Most of the building’s space was given over to sales. Punters could buy all manner of guns, from something that resembled a sniper rifle to a pink pistol around the size of a mobile phone. But they could also buy clothes: camouflage hunting jackets; bright high-vis jackets; Smith and Wesson baseball caps and T-shirts. Much of the gear was police-themed, since police officers are apparently loyal customers (which is also true of driving ranges). T-shirts commemorating dead cops, bullet-proof jackets and leather badge holders sat a little awkwardly alongside more conventional sporting gear.
Punter
in British English, an informal term for a client or customer.
Page 544
In the range people fired guns gleefully at targets. Some were white, male, middle-aged and so fit the stereotype. But not all. Across from where I fired my pistol, two black women, one with a small son, were taking turns (the child heavily supervised).

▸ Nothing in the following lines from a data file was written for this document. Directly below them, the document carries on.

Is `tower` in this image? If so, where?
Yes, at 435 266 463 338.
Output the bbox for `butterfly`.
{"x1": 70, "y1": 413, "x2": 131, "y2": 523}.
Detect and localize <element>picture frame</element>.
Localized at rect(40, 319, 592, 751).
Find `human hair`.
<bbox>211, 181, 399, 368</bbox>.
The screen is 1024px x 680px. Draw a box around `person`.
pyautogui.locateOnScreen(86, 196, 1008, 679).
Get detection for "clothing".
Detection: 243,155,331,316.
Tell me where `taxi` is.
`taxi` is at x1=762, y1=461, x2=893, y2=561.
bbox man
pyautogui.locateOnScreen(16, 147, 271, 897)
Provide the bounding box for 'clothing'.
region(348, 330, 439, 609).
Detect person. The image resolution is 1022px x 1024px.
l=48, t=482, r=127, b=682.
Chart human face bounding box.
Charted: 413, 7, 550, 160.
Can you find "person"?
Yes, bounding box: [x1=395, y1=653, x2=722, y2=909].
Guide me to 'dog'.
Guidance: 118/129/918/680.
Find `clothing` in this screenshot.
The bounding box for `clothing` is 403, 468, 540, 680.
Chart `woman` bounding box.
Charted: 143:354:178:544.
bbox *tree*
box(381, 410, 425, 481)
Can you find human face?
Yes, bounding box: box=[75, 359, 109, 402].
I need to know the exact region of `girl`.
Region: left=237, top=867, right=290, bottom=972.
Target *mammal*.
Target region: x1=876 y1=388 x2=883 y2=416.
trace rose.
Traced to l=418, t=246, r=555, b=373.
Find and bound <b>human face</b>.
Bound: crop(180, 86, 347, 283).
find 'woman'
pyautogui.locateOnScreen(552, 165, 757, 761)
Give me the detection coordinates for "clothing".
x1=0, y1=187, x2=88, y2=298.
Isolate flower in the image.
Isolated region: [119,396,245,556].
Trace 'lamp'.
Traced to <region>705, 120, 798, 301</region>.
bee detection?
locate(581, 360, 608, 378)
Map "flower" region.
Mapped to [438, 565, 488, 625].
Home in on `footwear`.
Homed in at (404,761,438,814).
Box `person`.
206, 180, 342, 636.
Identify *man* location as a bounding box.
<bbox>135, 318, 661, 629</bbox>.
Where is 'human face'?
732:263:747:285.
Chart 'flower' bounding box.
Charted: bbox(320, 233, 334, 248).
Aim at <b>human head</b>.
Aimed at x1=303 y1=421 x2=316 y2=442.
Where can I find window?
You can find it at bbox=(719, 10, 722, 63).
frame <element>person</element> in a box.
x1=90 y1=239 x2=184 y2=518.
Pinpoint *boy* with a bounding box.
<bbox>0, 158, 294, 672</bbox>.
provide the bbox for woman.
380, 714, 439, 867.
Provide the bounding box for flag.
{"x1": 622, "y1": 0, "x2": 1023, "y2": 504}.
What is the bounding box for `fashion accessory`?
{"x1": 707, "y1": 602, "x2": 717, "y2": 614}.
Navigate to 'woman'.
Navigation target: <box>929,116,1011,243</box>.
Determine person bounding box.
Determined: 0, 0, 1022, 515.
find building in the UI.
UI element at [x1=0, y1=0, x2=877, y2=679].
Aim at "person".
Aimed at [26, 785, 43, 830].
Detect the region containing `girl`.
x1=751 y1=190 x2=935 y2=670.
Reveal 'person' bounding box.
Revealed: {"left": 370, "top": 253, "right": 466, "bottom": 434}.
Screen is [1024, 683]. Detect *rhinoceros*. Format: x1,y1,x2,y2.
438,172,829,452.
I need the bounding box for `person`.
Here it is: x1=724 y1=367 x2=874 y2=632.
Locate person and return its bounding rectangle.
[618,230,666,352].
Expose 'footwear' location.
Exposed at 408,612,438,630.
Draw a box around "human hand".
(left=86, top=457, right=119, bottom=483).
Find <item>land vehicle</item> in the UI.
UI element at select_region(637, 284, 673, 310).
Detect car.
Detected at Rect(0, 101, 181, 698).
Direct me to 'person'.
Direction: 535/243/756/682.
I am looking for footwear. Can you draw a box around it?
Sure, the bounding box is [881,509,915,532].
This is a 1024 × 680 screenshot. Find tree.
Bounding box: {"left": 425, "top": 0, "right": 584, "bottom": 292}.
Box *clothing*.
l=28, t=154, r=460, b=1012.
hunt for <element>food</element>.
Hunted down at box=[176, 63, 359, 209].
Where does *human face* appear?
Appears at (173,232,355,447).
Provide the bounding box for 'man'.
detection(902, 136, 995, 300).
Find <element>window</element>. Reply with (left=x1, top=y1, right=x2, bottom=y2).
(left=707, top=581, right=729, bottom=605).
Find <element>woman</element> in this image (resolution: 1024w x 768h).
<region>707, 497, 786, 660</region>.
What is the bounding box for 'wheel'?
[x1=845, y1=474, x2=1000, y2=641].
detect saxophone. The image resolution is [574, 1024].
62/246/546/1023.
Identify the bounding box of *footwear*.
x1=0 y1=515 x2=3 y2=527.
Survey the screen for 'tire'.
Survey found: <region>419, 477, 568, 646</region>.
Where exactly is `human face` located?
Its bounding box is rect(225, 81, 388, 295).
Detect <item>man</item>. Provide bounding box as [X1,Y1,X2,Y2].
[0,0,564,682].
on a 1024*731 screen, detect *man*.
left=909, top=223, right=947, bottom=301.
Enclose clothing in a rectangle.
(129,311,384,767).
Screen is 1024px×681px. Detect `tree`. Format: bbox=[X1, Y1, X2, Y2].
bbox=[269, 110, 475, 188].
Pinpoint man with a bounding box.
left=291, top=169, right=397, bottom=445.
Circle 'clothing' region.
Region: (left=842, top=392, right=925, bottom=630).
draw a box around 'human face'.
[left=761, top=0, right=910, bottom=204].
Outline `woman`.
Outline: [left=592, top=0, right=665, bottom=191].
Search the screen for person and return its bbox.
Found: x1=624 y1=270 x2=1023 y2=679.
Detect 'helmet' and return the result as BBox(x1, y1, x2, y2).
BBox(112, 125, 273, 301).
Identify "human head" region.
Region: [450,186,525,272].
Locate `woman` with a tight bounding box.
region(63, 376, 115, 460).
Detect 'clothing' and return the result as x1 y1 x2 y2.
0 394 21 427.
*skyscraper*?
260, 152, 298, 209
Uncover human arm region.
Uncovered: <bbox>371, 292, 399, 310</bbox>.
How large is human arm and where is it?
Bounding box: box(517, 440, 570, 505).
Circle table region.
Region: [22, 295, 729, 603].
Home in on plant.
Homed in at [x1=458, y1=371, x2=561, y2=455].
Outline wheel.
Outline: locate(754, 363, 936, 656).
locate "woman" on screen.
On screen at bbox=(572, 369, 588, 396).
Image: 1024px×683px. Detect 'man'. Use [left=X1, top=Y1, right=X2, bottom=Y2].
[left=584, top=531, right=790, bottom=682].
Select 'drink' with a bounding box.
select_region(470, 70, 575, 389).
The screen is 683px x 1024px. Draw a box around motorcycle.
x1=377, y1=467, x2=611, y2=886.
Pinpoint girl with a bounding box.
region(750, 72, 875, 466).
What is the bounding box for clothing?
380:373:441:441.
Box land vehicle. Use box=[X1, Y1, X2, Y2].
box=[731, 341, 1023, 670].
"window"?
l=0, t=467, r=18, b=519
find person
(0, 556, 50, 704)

Shooting targets was a fine family day out. At a practice target outside of the range, plenty of people were learning how to hold a weapon for the first time, without pointing it at anyone, dropping it or injuring themselves as it recoiled. Again, it resembled a driving range: people hitting targets for fun.
And the truth is that in the range, the violence that guns inflict on America felt extremely remote. A few stickers here and there made political points (“My right to own a gun is what protects your right to tell me I can’t,” said one). But mostly, the idea of guns as a means to kill somebody was absent. And so it is for most people who fire guns. The most dangerous neighbourhoods for gun violence in America are in poor cities, not in the suburban areas where most gun owners live. Most of the 21,000 or so suicides in which guns are used take place behind closed doors. And the numbers, while devastatingly high, are not so high that most Americans will know someone who was killed with a gun.
For the majority of gun owners, being told that their harmless hobby is somehow responsible for the deaths of other people must be deeply unpleasant. Worse still is when they are told it by metropolitan types with more money than them. Michael Bloomberg, for example, New York’s billionaire ex-mayor. Or possibly me. And it makes me wonder whether one of the problems—certainly not the main problem, but one of them—with attempts to control guns is precisely that the people making the loudest case for reform are people like Mr Bloomberg and me.
metropolitan
referring to urban areas.
My evidence for this is this advert, put together by the NRA, in which the viewer is warned that Mr Bloomberg, guarded by armed men (a hypocrite as well as a snob!), wants to take away your safety. The NRA is an extremely nasty organisation. Supported by the money of gun manufacturers, it has created a machine whereby politicians must take stances on gun control that are more extreme than most of their voters believe, because otherwise they will be punished with attack adverts.
But the NRA is not the voice of most gun owners. Poll after poll shows that solid majorities of gun owners would prefer stricter background checks. The NRA, however, gets its support by convincing gun owners that their hobby is under threat from metropolitan liberal elitists.
But keeping guns out of the hands of criminals and the mentally ill is not incompatible with widespread gun ownership. And bringing about the changes that will make America safer means convincing people who routinely use guns safely that they are not the enemy. Perhaps what gun control needs is a few advocates who are a little more visibly familiar with the sheer fun of holding a pistol and pulling the trigger.